Entain cedes Australian market share as global wagering challenges mount
Global wagering powerhouse Entain is keen to put a “challenging” 2023 in the rearview mirror after confirming a £842 million ($AU1.6 billion) pre-tax loss, which included a £190 million ($AU368 million) impairment on its Australian business.

Entain released its full-year 2023 results last week, with interim CEO Stella David underlining the difficult circumstances for the company which included the departure of previous CEO Jette Nygaard-Andersen in December.
But besides the headline departure of Nygaard-Andersen, there were a host of other challenges for the owners of the Ladbrokes and Neds brand in Australia, and the new partner in the New Zealand TAB.
The results revealed that net gaming revenue from Entain’s Australian business fell six per cent on 2022, while market share dropped from 18 per cent to 17 per cent.
Entain’s chief financial officer Rob Wood explained that the softer market conditions, which saw a three per cent decline across the entire Australian market, plus Point Of Consumption Tax increases, has prompted the impairment.
“Australia, that was down primarily due to slower market growth, but also from mitigation actions against point-of-consumption tax increases and new entrants increasing competition,” Wood said in the Q and A session at the results announcement.
The CFO attributed the significant impairment to those factors and described it as “the accounting catch-up of the progress in 2023.”
“Australia, as we said in November, we are cautious on the market outlook in 2024, both ourselves, Tabcorp, Flutter, all calling the market down in 2024,” he said.
“Still significantly up when you compare to pre-COVID, but there is a sense of COVID reversion in Australia.
“Across 2023, we were slightly adverse to market. We were minus 6. I think the market was more like minus 3. So we have given up a little bit of share. We’re probably 17 now, previously 18, but after a long run of gaining share in Australia.”
“The point of consumption tax mitigation measures that I referred to earlier, we’ll annualise against that. So that will give us some benefit. But if the market’s down, we do expect Australia to be down.”

However, Wood sounded notes of optimism with the Entain deal in New Zealand, with the expectation that will help to drive growth for the business.
“We continue to be super optimistic about what we can do in New Zealand. There’s already the best part of £200m of revenue there that has no EBITDA against it. So that’s – once we drive EBITDA margins to normal levels over the years ahead, that’s great growth opportunity for us,” he said.
In a sign of the challenges that increased regulation would pose to the Australian market, Wood pointed to how the share of Entain’s business conducted in Germany had changed since increased regulation around player deposits was implemented in that country.
“It is frightening to think that now only three per cent of our revenue mix. For those following us for a while … it was 15 per cent just a few years ago. So it’s a much smaller piece of the pie. It is still a tough regulatory environment,” Wood said.
David, who stepped into the interim CEO role in December, highlighted that Entain was “laser-focused on being 100 per cent a betting and gaming company” after a prior aspiration to become a broader interactive entertainment company.
She said the company was facing up to the ‘brutal truths’ of the business, while plotting a growth strategy in key markets like the United States, where it is involved as a co-owner of BetMGM.
Much of Entain’s overall net gaming revenue growth of 14 per cent was derived from its American business, which grew its own NGR by 36 per cent through 2023.

“In the US, we’re very proud of the successes that we’ve had with BetMGM. And its performance, quite rightly, is a key focus for us.” David said.
“And where I like to think of MGM and ourselves, Entain, that we are the co-parents of BetMGM. But being fully transparent, it took us, and that is Entain, some time to realise just how quickly we needed to feed BetMGM, with better customer experiences, and better, more focused US tailored products.”
“Australia, as we said in November, we are cautious on the market outlook in 2024, both ourselves, Tabcorp, Flutter, all calling the market down in 2024″ – Entain chief financial officer Rob Wood.
David said the search for a permanent replacement for Nygaard-Andersen was ‘going very well’ but her own position as interim CEO should not be viewed as a time of uncertainty or complacency for Entain.
“Yes, I am an interim CEO, but I am definitely not a caretaker CEO. I am not here to tread water in any way, shape or form,” she said.
“We need momentum as a business and I’m very much focused on execution. We are moving at pace and my job, as I see it, is to hand this business on to the permanent CEO with great positive operational momentum.”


What is needed here is every line of the records that includes "face".
*** Opening of EXTRACTED INFORMATION ***
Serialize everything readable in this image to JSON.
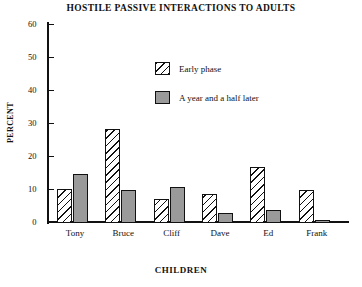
{
  "chart_data": {
    "type": "bar",
    "title": "HOSTILE PASSIVE INTERACTIONS TO ADULTS",
    "xlabel": "CHILDREN",
    "ylabel": "PERCENT",
    "categories": [
      "Tony",
      "Bruce",
      "Cliff",
      "Dave",
      "Ed",
      "Frank"
    ],
    "series": [
      {
        "name": "Early phase",
        "pattern": "hatched",
        "values": [
          10,
          28,
          7,
          8.5,
          16.5,
          9.5
        ]
      },
      {
        "name": "A year and a half later",
        "pattern": "solid-gray",
        "values": [
          14.5,
          9.5,
          10.5,
          2.5,
          3.5,
          0.5
        ]
      }
    ],
    "ylim": [
      0,
      60
    ],
    "ytick_values": [
      60,
      50,
      40,
      30,
      20,
      10,
      0
    ],
    "ytick_labels": [
      "60",
      "50",
      "40",
      "30",
      "20",
      "10",
      "0"
    ],
    "grid": false,
    "legend_position": "upper-center"
  },
  "legend": {
    "items": [
      {
        "label": "Early phase"
      },
      {
        "label": "A year and a half later"
      }
    ]
  },
  "colors": {
    "axis": "#111111",
    "later_fill": "#9a9a9a",
    "early_fill": "#ffffff",
    "background": "#ffffff"
  },
  "caption": {
    "text": ""
  }
}
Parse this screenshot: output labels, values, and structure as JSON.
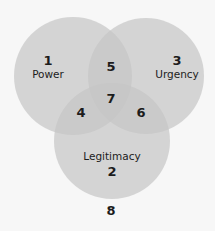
{
  "diagram": {
    "type": "venn",
    "colors": {
      "background": "#f7f7f7",
      "circle_fill": "#a8a8a8",
      "text": "#1c1c1c"
    },
    "circles": [
      {
        "id": "power",
        "label": "Power",
        "number": "1"
      },
      {
        "id": "urgency",
        "label": "Urgency",
        "number": "3"
      },
      {
        "id": "legitimacy",
        "label": "Legitimacy",
        "number": "2"
      }
    ],
    "regions": [
      {
        "number": "4",
        "sets": [
          "Power",
          "Legitimacy"
        ]
      },
      {
        "number": "5",
        "sets": [
          "Power",
          "Urgency"
        ]
      },
      {
        "number": "6",
        "sets": [
          "Urgency",
          "Legitimacy"
        ]
      },
      {
        "number": "7",
        "sets": [
          "Power",
          "Urgency",
          "Legitimacy"
        ]
      }
    ],
    "outside": {
      "number": "8"
    }
  }
}
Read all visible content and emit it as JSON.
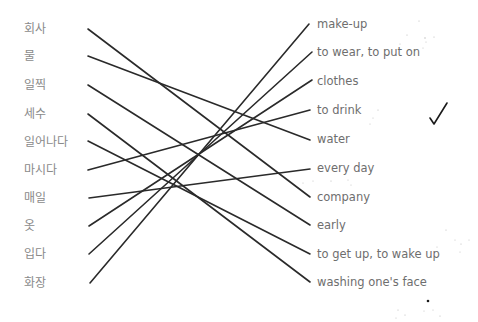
{
  "exercise": {
    "left_words": [
      {
        "text": "회사",
        "y": 29
      },
      {
        "text": "물",
        "y": 56
      },
      {
        "text": "일찍",
        "y": 85
      },
      {
        "text": "세수",
        "y": 114
      },
      {
        "text": "일어나다",
        "y": 141
      },
      {
        "text": "마시다",
        "y": 170
      },
      {
        "text": "매일",
        "y": 198
      },
      {
        "text": "옷",
        "y": 226
      },
      {
        "text": "입다",
        "y": 254
      },
      {
        "text": "화장",
        "y": 283
      }
    ],
    "right_words": [
      {
        "text": "make-up",
        "y": 24
      },
      {
        "text": "to wear, to put on",
        "y": 52
      },
      {
        "text": "clothes",
        "y": 80
      },
      {
        "text": "to drink",
        "y": 110
      },
      {
        "text": "water",
        "y": 140
      },
      {
        "text": "every day",
        "y": 169
      },
      {
        "text": "company",
        "y": 197
      },
      {
        "text": "early",
        "y": 225
      },
      {
        "text": "to get up, to wake up",
        "y": 254
      },
      {
        "text": "washing one's face",
        "y": 282
      }
    ],
    "connections": [
      {
        "from": "회사",
        "to": "company"
      },
      {
        "from": "물",
        "to": "water"
      },
      {
        "from": "일찍",
        "to": "early"
      },
      {
        "from": "세수",
        "to": "washing one's face"
      },
      {
        "from": "일어나다",
        "to": "to get up, to wake up"
      },
      {
        "from": "마시다",
        "to": "to drink"
      },
      {
        "from": "매일",
        "to": "every day"
      },
      {
        "from": "옷",
        "to": "clothes"
      },
      {
        "from": "입다",
        "to": "to wear, to put on"
      },
      {
        "from": "화장",
        "to": "make-up"
      }
    ],
    "line_color": "#2a2a2a",
    "check_mark": "✓"
  }
}
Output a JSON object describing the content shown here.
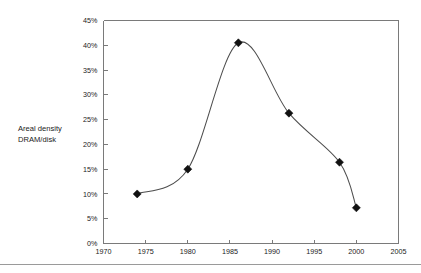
{
  "chart_data": {
    "type": "line",
    "title": "",
    "subtitle": "",
    "xlabel": "",
    "ylabel": "Areal density DRAM/disk",
    "ylabel_lines": [
      "Areal density",
      "DRAM/disk"
    ],
    "xlim": [
      1970,
      2005
    ],
    "ylim": [
      0,
      45
    ],
    "grid": false,
    "legend": null,
    "y_unit": "%",
    "x_ticks": [
      1970,
      1975,
      1980,
      1985,
      1990,
      1995,
      2000,
      2005
    ],
    "x_tick_labels": [
      "1970",
      "1975",
      "1980",
      "1985",
      "1990",
      "1995",
      "2000",
      "2005"
    ],
    "y_ticks": [
      0,
      5,
      10,
      15,
      20,
      25,
      30,
      35,
      40,
      45
    ],
    "y_tick_labels": [
      "0%",
      "5%",
      "10%",
      "15%",
      "20%",
      "25%",
      "30%",
      "35%",
      "40%",
      "45%"
    ],
    "series": [
      {
        "name": "Areal density DRAM/disk",
        "marker": "diamond",
        "color": "#111111",
        "line_color": "#4d4d4d",
        "x": [
          1974,
          1980,
          1986,
          1992,
          1998,
          2000
        ],
        "values": [
          10.0,
          15.0,
          40.5,
          26.3,
          16.4,
          7.2
        ]
      }
    ],
    "points": [
      {
        "year": 1974,
        "value": 10.0,
        "label": "10%"
      },
      {
        "year": 1980,
        "value": 15.0,
        "label": "15%"
      },
      {
        "year": 1986,
        "value": 40.5,
        "label": "40.5%"
      },
      {
        "year": 1992,
        "value": 26.3,
        "label": "26.3%"
      },
      {
        "year": 1998,
        "value": 16.4,
        "label": "16.4%"
      },
      {
        "year": 2000,
        "value": 7.2,
        "label": "7.2%"
      }
    ]
  },
  "figure": {
    "background_color": "#ffffff",
    "frame_color": "#7a7a7a",
    "text_color": "#1a1a1a",
    "footer_rule_color": "#9a9a9a"
  }
}
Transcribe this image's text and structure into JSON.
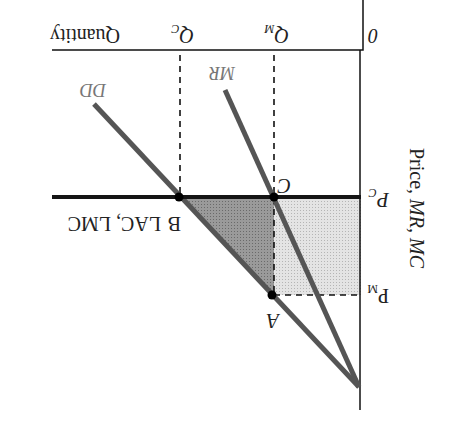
{
  "diagram": {
    "orientation": "rotated-180",
    "axes": {
      "origin_label": "0",
      "x_label": "Quantity",
      "y_label_prefix": "Price, ",
      "y_label_italic": "MR, MC"
    },
    "curves": {
      "demand": "DD",
      "marginal_revenue": "MR",
      "cost": "LAC, LMC"
    },
    "points": {
      "a": "A",
      "b": "B",
      "c": "C"
    },
    "ticks": {
      "q_m": "Q",
      "q_m_sub": "M",
      "q_c": "Q",
      "q_c_sub": "C",
      "p_m": "P",
      "p_m_sub": "M",
      "p_c": "P",
      "p_c_sub": "C"
    },
    "regions": {
      "monopoly_profit_rectangle": "light-shaded",
      "deadweight_loss_triangle": "dark-shaded"
    },
    "colors": {
      "axis": "#111111",
      "curve": "#555555",
      "cost_line": "#151515",
      "light_fill": "#d9d9d9",
      "dark_fill": "#8e8e8e",
      "label_gray": "#777777"
    }
  }
}
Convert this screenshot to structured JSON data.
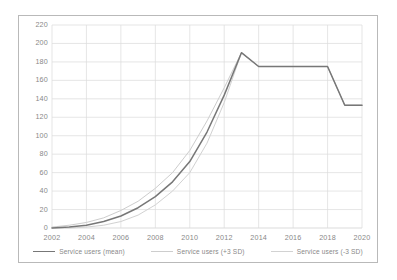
{
  "chart_data": {
    "type": "line",
    "title": "",
    "subtitle": "",
    "xlabel": "",
    "ylabel": "",
    "grid": true,
    "legend_position": "bottom",
    "xlim": [
      2002,
      2020
    ],
    "ylim": [
      0,
      220
    ],
    "y_ticks": [
      0,
      20,
      40,
      60,
      80,
      100,
      120,
      140,
      160,
      180,
      200,
      220
    ],
    "x_ticks": [
      2002,
      2004,
      2006,
      2008,
      2010,
      2012,
      2014,
      2016,
      2018,
      2020
    ],
    "x": [
      2002,
      2003,
      2004,
      2005,
      2006,
      2007,
      2008,
      2009,
      2010,
      2011,
      2012,
      2013,
      2014,
      2015,
      2016,
      2017,
      2018,
      2019,
      2020
    ],
    "series": [
      {
        "name": "Service users (mean)",
        "color": "#5a5a5a",
        "values": [
          0,
          1,
          3,
          7,
          13,
          22,
          34,
          50,
          72,
          104,
          144,
          190,
          175,
          175,
          175,
          175,
          175,
          133,
          133
        ]
      },
      {
        "name": "Service users (+3 SD)",
        "color": "#c2c2c2",
        "values": [
          1,
          3,
          6,
          11,
          19,
          29,
          43,
          60,
          84,
          116,
          152,
          190,
          175,
          175,
          175,
          175,
          175,
          133,
          133
        ]
      },
      {
        "name": "Service users (-3 SD)",
        "color": "#c8c8c8",
        "values": [
          0,
          0,
          1,
          3,
          7,
          14,
          25,
          40,
          60,
          92,
          136,
          190,
          175,
          175,
          175,
          175,
          175,
          133,
          133
        ]
      }
    ],
    "annotations": []
  },
  "legend": {
    "items": [
      {
        "label": "Service users (mean)",
        "color": "#5a5a5a"
      },
      {
        "label": "Service users (+3 SD)",
        "color": "#c2c2c2"
      },
      {
        "label": "Service users (-3 SD)",
        "color": "#c8c8c8"
      }
    ]
  },
  "axes": {
    "y_labels": [
      "220",
      "200",
      "180",
      "160",
      "140",
      "120",
      "100",
      "80",
      "60",
      "40",
      "20",
      "0"
    ],
    "x_labels": [
      "2002",
      "2004",
      "2006",
      "2008",
      "2010",
      "2012",
      "2014",
      "2016",
      "2018",
      "2020"
    ]
  }
}
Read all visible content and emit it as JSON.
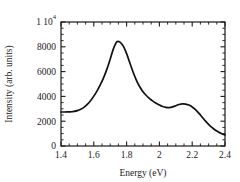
*** Close of EXTRACTED INFORMATION ***
**RESULT OF THIS EXERCISE:**
        "text": "washing one's face",
        "to": "washing one's face"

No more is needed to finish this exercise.